Artificial Intelligence At The Service Of Health

Artificial Intelligence At The Service Of Health

Artificial Intelligence At The Service Of Health : Medical research is going through a digital revolution linked to the abundance of data and our ability to collect, store and above all process it. These possibilities are linked to the capacities of computers, which today are almost unlimited: they can analyze billions of pieces of information at considerable speed and compare a multitude of parameters, whereas the human brain hardly manages more than 6 or 7 variables at the same time. Combined with the expertise of doctors, the development of artificial intelligence (AI) is therefore very promising in health.

But what is AI? This field relies on two important elements: algorithms and big data.

Algorithms

Algorithms are a series of operations and/or formal rules carried out by a computer program to solve a given type of problem. More concretely, these computer programs imitate modes of reasoning that call on intelligence.

There are AI programs where the tasks to be performed have been predefined by humans. This is, for example, a program that knows how to play chess because it has been provided with the rules of the game and the computing power necessary to anticipate the consequences of its choices.

There are also AI programs with learning , where the system learns by itself, as long as it is provided with the right exercises and especially the right answers. For example, if the program is provided with a multitude of photos of objects and their associated identifications, it will subsequently be able to distinguish a car from an airplane on any new photo. Some programs, if given enough data, are even able to discover matches on their own, without any prior guidance. We then speak of deep learning or deep learning.

Massive Data, Or Big Data

Another essential element for AI: massive data, or big data. In the field of health, digital data are multiplying: health insurance files, files of causes of death or of the national health data system, medical files of patients (results of examinations and imaging, reports surgical procedures, therapeutic protocols, etc.). To which are added data from research programs.

There are therefore many issues around all this information to allow its optimal use by AI. This includes ensuring their accuracy, their representativeness of real life, but also the quality of their organization and sharing (which requires a fair balance between data confidentiality and access to this data) .

In oncology

Structure patient data

The ConSoRe project (for Continuum Care – Research), set up by Unicancer, the network of centers for the fight against cancer, aims to organize the massive data collected in the field of oncology. It is a system that aims to collect, analyze and structure this data. Associated with a search engine, it allows doctors to identify patients meeting precise search criteria, to visualize the evolution of their disease and their treatments, to locate files of rare cancers, or even to know if similar cases have already been treated elsewhere. This data can then be processed by different algorithms.

Facilitate the diagnosis

It is probably in the field of diagnostics that AI will first disrupt oncology. Several research teams around the world have already proven that programs are able to detect melanoma, a severe form of skin cancer, or breast cancer more acutely than a doctor, even when it is an atypical tumor.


TASK GOAL
Among these entries, how many lines contain "pixels"? Say the number and nothing else.
+ + + +
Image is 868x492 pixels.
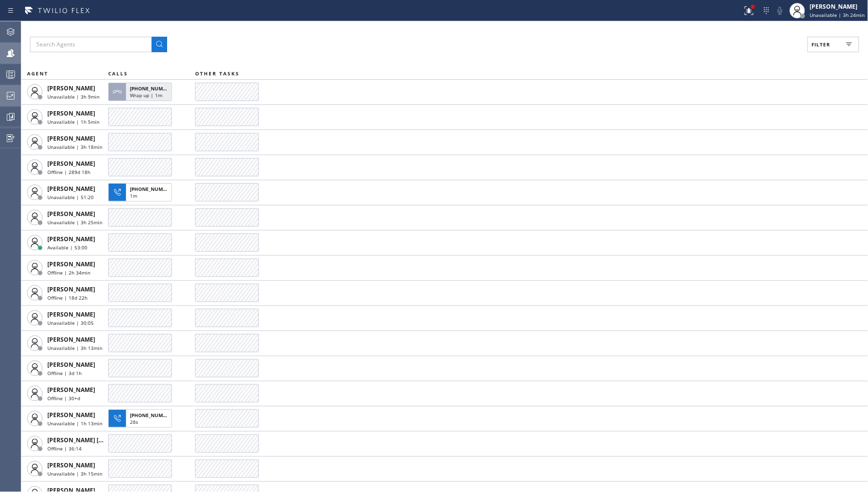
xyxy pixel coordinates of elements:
span: [PERSON_NAME] [PERSON_NAME] [47,435,145,444]
span: Unavailable | 3h 9min [47,93,99,100]
div: [PERSON_NAME] [810,2,865,11]
span: Available | 53:00 [47,244,87,251]
span: Wrap up | 1m [130,92,162,99]
span: Offline | 36:14 [47,445,81,452]
span: AGENT [27,70,48,77]
span: [PERSON_NAME] [47,411,95,419]
span: [PERSON_NAME] [47,260,95,268]
span: [PERSON_NAME] [47,109,95,118]
span: [PERSON_NAME] [47,461,95,469]
span: [PERSON_NAME] [47,160,95,167]
span: [PHONE_NUMBER] [130,85,174,92]
span: Unavailable | 3h 24min [810,11,865,18]
button: [PHONE_NUMBER]Wrap up | 1m [108,80,175,104]
span: [PERSON_NAME] [47,386,95,394]
span: Offline | 18d 22h [47,294,87,301]
span: CALLS [108,70,128,77]
button: [PHONE_NUMBER]28s [108,406,175,430]
button: [PHONE_NUMBER]1m [108,180,175,204]
span: Unavailable | 3h 15min [47,470,102,477]
span: Unavailable | 51:20 [47,194,93,200]
span: Offline | 30+d [47,395,80,402]
span: [PHONE_NUMBER] [130,411,174,418]
input: Search Agents [30,37,151,52]
span: [PHONE_NUMBER] [130,185,174,192]
span: Unavailable | 1h 5min [47,118,99,125]
span: 28s [130,418,138,425]
span: Unavailable | 30:05 [47,319,93,326]
span: [PERSON_NAME] [47,310,95,319]
span: [PERSON_NAME] [47,235,95,243]
span: Offline | 289d 18h [47,169,90,176]
span: [PERSON_NAME] [47,134,95,142]
span: Unavailable | 3h 25min [47,218,102,225]
span: Unavailable | 3h 18min [47,143,102,150]
span: [PERSON_NAME] [47,285,95,293]
span: [PERSON_NAME] [47,360,95,368]
span: [PERSON_NAME] [47,84,95,92]
button: Mute [774,4,787,17]
span: Unavailable | 1h 13min [47,420,102,426]
span: OTHER TASKS [195,70,240,77]
span: Offline | 3d 1h [47,370,81,376]
span: [PERSON_NAME] [47,209,95,218]
span: Unavailable | 3h 13min [47,344,102,351]
span: [PERSON_NAME] [47,185,95,193]
span: Filter [812,41,831,47]
button: Filter [808,37,860,52]
span: [PERSON_NAME] [47,335,95,344]
span: Offline | 2h 34min [47,269,90,276]
span: 1m [130,192,137,199]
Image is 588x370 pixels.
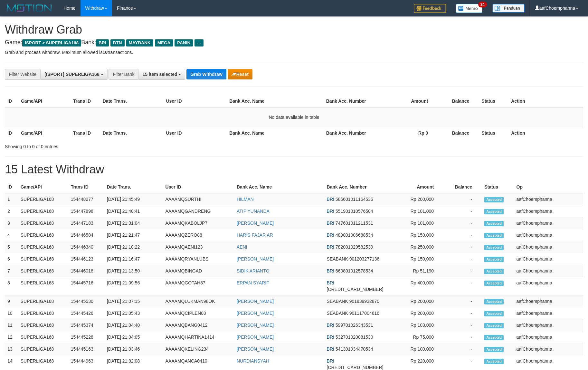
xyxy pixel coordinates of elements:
td: aafChoemphanna [514,229,583,241]
span: Accepted [485,310,504,316]
span: Copy 747601011211531 to clipboard [336,221,373,225]
td: AAAAMQKELING234 [163,343,234,355]
th: Date Trans. [104,181,163,193]
th: Bank Acc. Name [227,127,323,139]
span: Copy 901839932870 to clipboard [349,299,379,304]
th: Bank Acc. Number [323,95,376,107]
span: Copy 599701026343531 to clipboard [336,322,373,328]
span: BRI [327,232,335,237]
span: Accepted [485,221,504,226]
td: [DATE] 21:04:05 [104,330,163,343]
td: 12 [5,330,18,343]
td: SUPERLIGA168 [18,343,68,355]
td: Rp 150,000 [386,252,444,265]
th: Date Trans. [100,95,164,107]
th: Amount [376,95,438,107]
th: Balance [438,127,479,139]
td: SUPERLIGA168 [18,319,68,330]
td: 154445228 [68,330,104,343]
span: Copy 532701020081530 to clipboard [336,334,373,339]
span: Accepted [485,323,504,328]
th: Rp 0 [376,127,438,139]
td: No data available in table [5,107,583,127]
img: Feedback.jpg [414,4,447,13]
td: [DATE] 21:05:43 [104,307,163,319]
th: Bank Acc. Name [227,95,323,107]
th: Balance [444,181,482,193]
span: Copy 551901010576504 to clipboard [336,208,373,214]
td: aafChoemphanna [514,307,583,319]
th: User ID [164,95,227,107]
a: NURDIANSYAH [237,358,269,363]
span: MEGA [155,40,173,46]
span: Accepted [485,269,504,274]
td: 154445163 [68,343,104,355]
a: [PERSON_NAME] [237,256,274,261]
button: Grab Withdraw [187,69,226,79]
td: 6 [5,252,18,265]
td: SUPERLIGA168 [18,265,68,277]
th: Trans ID [68,181,104,193]
a: [PERSON_NAME] [237,334,274,339]
th: Status [482,181,514,193]
th: Bank Acc. Name [234,181,324,193]
td: aafChoemphanna [514,241,583,252]
td: AAAAMQGOTAH87 [163,277,234,295]
td: AAAAMQSURTHI [163,193,234,205]
td: Rp 250,000 [386,241,444,252]
th: Action [509,95,583,107]
button: [ISPORT] SUPERLIGA168 [40,68,107,80]
a: [PERSON_NAME] [237,346,274,352]
th: ID [5,181,18,193]
td: AAAAMQKABOLJP7 [163,217,234,229]
td: [DATE] 21:07:15 [104,295,163,307]
span: SEABANK [327,310,348,315]
td: 154445374 [68,319,104,330]
td: [DATE] 21:04:40 [104,319,163,330]
td: Rp 100,000 [386,343,444,355]
a: HILMAN [237,197,254,201]
td: aafChoemphanna [514,205,583,217]
td: 8 [5,277,18,295]
div: Filter Bank [109,68,139,80]
td: aafChoemphanna [514,295,583,307]
td: AAAAMQCIPLEN08 [163,307,234,319]
th: Trans ID [70,95,100,107]
span: Copy 489001006688534 to clipboard [336,232,373,237]
td: AAAAMQLUKMAN98OK [163,295,234,307]
a: ATIP YUNANDA [237,208,269,214]
td: Rp 101,000 [386,217,444,229]
div: Filter Website [5,68,40,80]
td: aafChoemphanna [514,343,583,355]
td: 3 [5,217,18,229]
td: - [444,193,482,205]
td: - [444,229,482,241]
th: Bank Acc. Number [323,127,376,139]
td: aafChoemphanna [514,193,583,205]
td: 10 [5,307,18,319]
span: BRI [96,40,109,46]
img: MOTION_logo.png [5,3,54,13]
img: Button%20Memo.svg [456,4,483,13]
td: 5 [5,241,18,252]
td: - [444,343,482,355]
th: User ID [164,127,227,139]
th: User ID [163,181,234,193]
span: Accepted [485,358,504,364]
span: PANIN [174,40,193,46]
th: Status [479,95,509,107]
span: Copy 541301034470534 to clipboard [336,346,373,352]
td: AAAAMQBINGAD [163,265,234,277]
span: Copy 126601004049502 to clipboard [327,364,384,370]
span: SEABANK [327,299,348,304]
td: 154447183 [68,217,104,229]
span: Accepted [485,209,504,214]
span: BRI [327,334,335,339]
td: Rp 103,000 [386,319,444,330]
a: [PERSON_NAME] [237,310,274,315]
td: Rp 200,000 [386,193,444,205]
th: Action [509,127,583,139]
th: Date Trans. [100,127,164,139]
th: Amount [386,181,444,193]
td: - [444,252,482,265]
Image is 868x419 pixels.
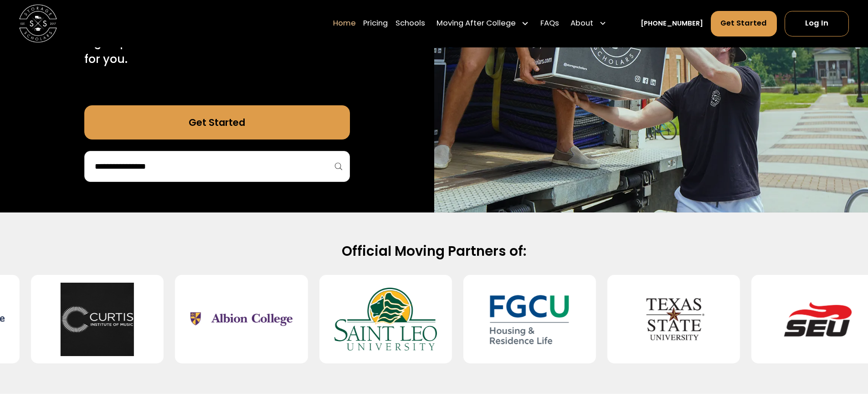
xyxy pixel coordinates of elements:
[711,11,778,36] a: Get Started
[395,10,426,37] a: Schools
[437,19,516,30] div: Moving After College
[131,242,738,260] h2: Official Moving Partners of:
[784,11,849,36] a: Log In
[46,283,149,356] img: Curtis Institute of Music
[84,106,350,139] a: Get Started
[84,34,350,68] p: Sign up in 5 minutes and we'll handle the rest for you.
[433,10,533,37] div: Moving After College
[479,283,581,356] img: Florida Gulf Coast University
[540,10,559,37] a: FAQs
[334,10,356,37] a: Home
[622,283,725,356] img: Texas State University
[190,283,292,356] img: Albion College
[571,19,594,30] div: About
[363,10,388,37] a: Pricing
[641,19,703,29] a: [PHONE_NUMBER]
[567,10,610,37] div: About
[334,283,437,356] img: Saint Leo University
[19,4,57,42] img: Storage Scholars main logo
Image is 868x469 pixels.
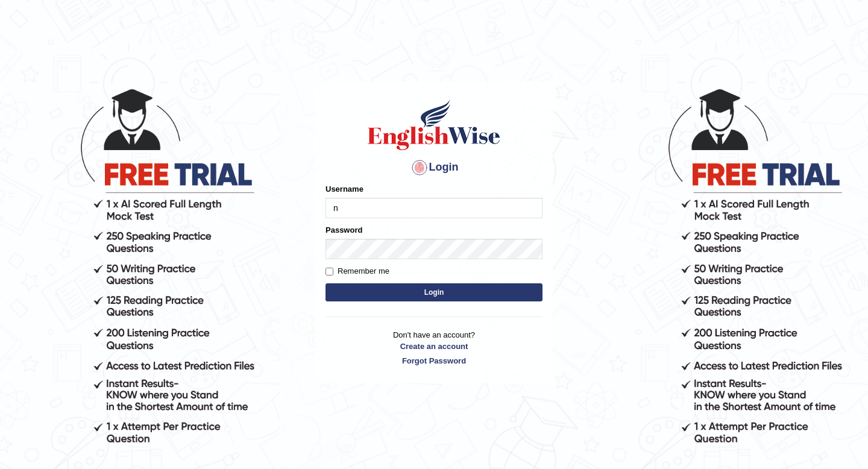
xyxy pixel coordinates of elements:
a: Forgot Password [326,355,542,367]
img: Logo of English Wise sign in for intelligent practice with AI [365,98,503,152]
label: Username [326,183,364,195]
h4: Login [326,158,542,177]
button: Login [326,284,542,301]
input: Remember me [326,268,333,275]
label: Password [326,224,362,236]
label: Remember me [326,265,390,277]
a: Create an account [326,341,542,352]
p: Don't have an account? [326,329,542,367]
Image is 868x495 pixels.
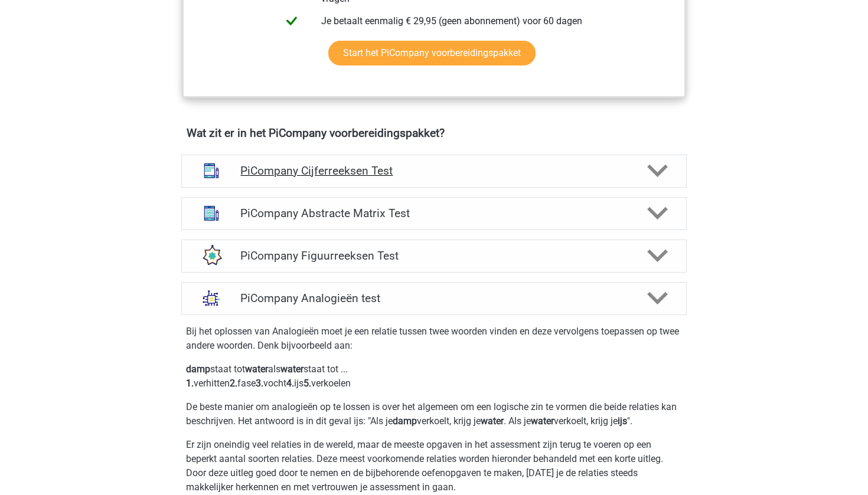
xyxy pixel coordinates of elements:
a: Start het PiCompany voorbereidingspakket [328,41,536,66]
b: damp [392,416,417,427]
p: De beste manier om analogieën op te lossen is over het algemeen om een logische zin te vormen die... [186,400,682,429]
p: Er zijn oneindig veel relaties in de wereld, maar de meeste opgaven in het assessment zijn terug ... [186,438,682,495]
b: water [280,364,304,375]
b: 3. [256,378,264,389]
img: abstracte matrices [196,198,226,229]
b: damp [186,364,210,375]
h4: PiCompany Abstracte Matrix Test [240,207,627,221]
h4: PiCompany Analogieën test [240,292,627,305]
b: water [531,416,554,427]
a: analogieen PiCompany Analogieën test [176,282,692,315]
b: 1. [186,378,194,389]
img: figuurreeksen [196,240,226,271]
b: 5. [304,378,311,389]
a: cijferreeksen PiCompany Cijferreeksen Test [176,154,692,188]
h4: PiCompany Figuurreeksen Test [240,249,627,263]
h4: Wat zit er in het PiCompany voorbereidingspakket? [186,127,682,140]
b: water [245,364,268,375]
h4: PiCompany Cijferreeksen Test [240,164,627,178]
b: 4. [286,378,294,389]
a: figuurreeksen PiCompany Figuurreeksen Test [176,239,692,273]
p: Bij het oplossen van Analogieën moet je een relatie tussen twee woorden vinden en deze vervolgens... [186,325,682,353]
p: staat tot als staat tot ... verhitten fase vocht ijs verkoelen [186,363,682,391]
img: analogieen [196,282,226,314]
b: ijs [618,416,627,427]
b: 2. [229,378,237,389]
img: cijferreeksen [196,155,226,186]
b: water [481,416,504,427]
a: abstracte matrices PiCompany Abstracte Matrix Test [176,197,692,230]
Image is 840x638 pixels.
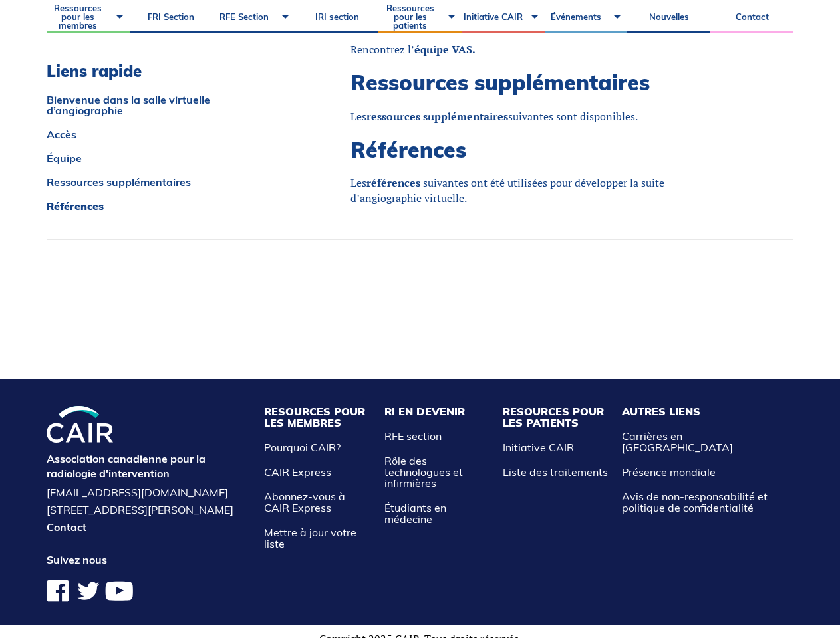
+ + + +
WRITTEN ANSWER
6